Anonymous ID: c9efdc Sept. 2, 2020, 9:11 p.m. No.10511550   🗄️.is 🔗kun   >>1562

>>10511297

Since everyone else has given you a shitty explanation thus far, I'll give you a go:

Thelema is the practice of inversion.

Crowley did a lot of "magick". Essentially, he just ate feces and spoke whole paragraphs backwards. Supposedly, he would do absolutely as much as possible backwards, but the reasoning for these things wan't ever really something I could grasp.

 

He did the whole trying to summon shit, trying to possess or be possessed and all kinds of other weird shit.

Overall, they enjoy him because he more or less just tricked people. This illusory magick is what inspires [them] in many ways. For instance, they clamor for reparations on behalf of nogs by adorn them in "golden chains"… Go ahead and think about that situation for a minute.

 

A big thing that Crowley understood regarded symbology. Of this, we can find references or uses of sigils, which Grant Morrison conveniently explains (although you should be warned that these men are two ENTIRELY DIFFERENT BEASTS and where I find Crowley largely revolting, I actually appreciate Morrison) in a very eerie fashion.

The Seven-sided star was Crowley's invention. Its inversion probably means little to anyone ill-informed, as the number seven is highly important. See, five is the number of the human condition, six represents illumination or ascension (that's maybe an ambiguous word to use…) and seven is the holy number, divine incarnate. See, inverting the seven means obscuring divinity or casting a shadow of divinity. Now you get to learn about the Kabbalah and the Chakras. The Serpents cast a shadow and one can climb up the ladder or down the ladder the same (or so it appears).

 

This is already getting long so I'm going to stop there and let you ask questions if you're still curious.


- **GOAL OF THE EXERCISE**
An exact printout of all the entries is required.

- **Source data**
:::::
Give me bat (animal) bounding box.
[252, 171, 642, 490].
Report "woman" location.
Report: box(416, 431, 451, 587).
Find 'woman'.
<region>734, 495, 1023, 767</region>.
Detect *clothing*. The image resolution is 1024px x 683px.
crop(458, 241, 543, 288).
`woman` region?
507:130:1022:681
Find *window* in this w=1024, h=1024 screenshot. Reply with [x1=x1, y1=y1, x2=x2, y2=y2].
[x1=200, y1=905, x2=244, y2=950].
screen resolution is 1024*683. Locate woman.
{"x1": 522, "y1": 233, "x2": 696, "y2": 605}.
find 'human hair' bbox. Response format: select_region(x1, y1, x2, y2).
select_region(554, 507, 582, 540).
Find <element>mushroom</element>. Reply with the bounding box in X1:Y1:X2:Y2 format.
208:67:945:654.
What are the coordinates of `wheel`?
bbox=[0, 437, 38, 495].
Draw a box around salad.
:::::
- **EXPECTED OUTPUT**
Give me bat (animal) bounding box.
[252, 171, 642, 490].
Report "woman" location.
Report: box(416, 431, 451, 587).
Find 'woman'.
<region>734, 495, 1023, 767</region>.
Detect *clothing*. The image resolution is 1024px x 683px.
crop(458, 241, 543, 288).
`woman` region?
507:130:1022:681
Find *window* in this w=1024, h=1024 screenshot. Reply with [x1=x1, y1=y1, x2=x2, y2=y2].
[x1=200, y1=905, x2=244, y2=950].
screen resolution is 1024*683. Locate woman.
{"x1": 522, "y1": 233, "x2": 696, "y2": 605}.
find 'human hair' bbox. Response format: select_region(x1, y1, x2, y2).
select_region(554, 507, 582, 540).
Find <element>mushroom</element>. Reply with the bounding box in X1:Y1:X2:Y2 format.
208:67:945:654.
What are the coordinates of `wheel`?
bbox=[0, 437, 38, 495].
Draw a box around salad.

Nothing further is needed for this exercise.